The Persistent Ghost of Ayn Rand, the Forebear of Zombie Neoliberalism

A review of Lisa Duggan's book, "Mean Girl: Ayn Rand and the Culture of Greed.”

Full Metal Racket

A history sheds light on venture capital’s ties to the military-industrial complex.

The Forgotten Economic Idea Democrats Need to Rediscover

A neglected theory that helps explain today’s problems.

To Save Democracy, We Need Class Struggle

The historical record is clear: democracy was only won when poor people waged disruptive class struggle against the rich.
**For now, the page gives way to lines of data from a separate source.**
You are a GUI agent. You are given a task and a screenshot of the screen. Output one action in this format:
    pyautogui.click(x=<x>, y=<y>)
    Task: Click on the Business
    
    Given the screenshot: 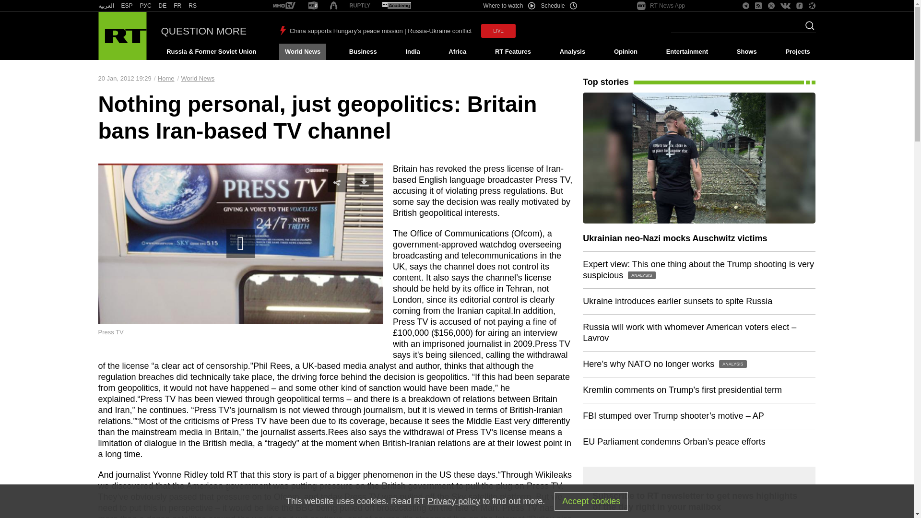 What is the action you would take?
    pyautogui.click(x=363, y=52)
Eric Hobsbawm, the Communist Who Explained History

Hobsbawm saw his political hopes crumble. He used that defeat to tell the story of our age.

The Price of Meat

America’s obsession with beef was born of conquest and exploitation.

The Innovation Cult

The function of the "innovation" buzzword is to sustain the myth that business genius creates society’s wealth.

Uniforming the Nation

Standard clothing sizes don’t exist.

Thomas J. Sugrue on History’s Hard Lessons

On why he became a public thinker, the relationship between race and class, and his work in light of new histories of capitalism.

We Built a Broken Internet. Now We Need to Burn It to the Ground.

Silicon Valley veteran Mike Monteiro explains how designers destroyed the world.

The Artist-Activists Decolonizing the Whitney Museum

Protesters at the Whitney and other museums are demanding radical changes to the way the art world is governed.

Debunking the Capitalist Cowboy

Business schools fetishize innovation, but their heroes succeeded due to manipulation of corporate law, not personal brilliance.

Banking on the Cold War

The Cold War says more about how U.S. elites imagined their “freedom” than it does about enabling other people to be free.

Geopolitics for the Left

Getting out from under the "liberal international order."

The New Deal Wasn’t What You Think

If we are going to fund a Green New Deal, we need to acknowledge how the original actually worked.

Wayward Leviathans

How America's corporations lost their public purpose.
1928 political cartoon of Republican hypocrisy for calling Democrats corrupt.

Interchange: Corruption Has a History

Seven scholars discuss the definition, nature, practice, and periodization of corruption in the United States.

Bearing Risks and Being Watched

The individualization of risk that we often think of as part of neoliberalism already existed strongly in the early 20th century.

Winthrop’s “City” Was Exceptional, not Exceptionalist

A review of Daniel T. Rodgers’ "As a City on a Hill: The Story of America’s Most Famous Lay Sermon."
Pinkerton detectives.

Who Were the Pinkertons?

A video game portrays the Wild West’s famous detective agency as violent enforcers of order. But the modern-day company disagrees.

Does Journalism Have a Future?

In an era of social media and fake news, journalists who have survived the print plunge have new foes to face.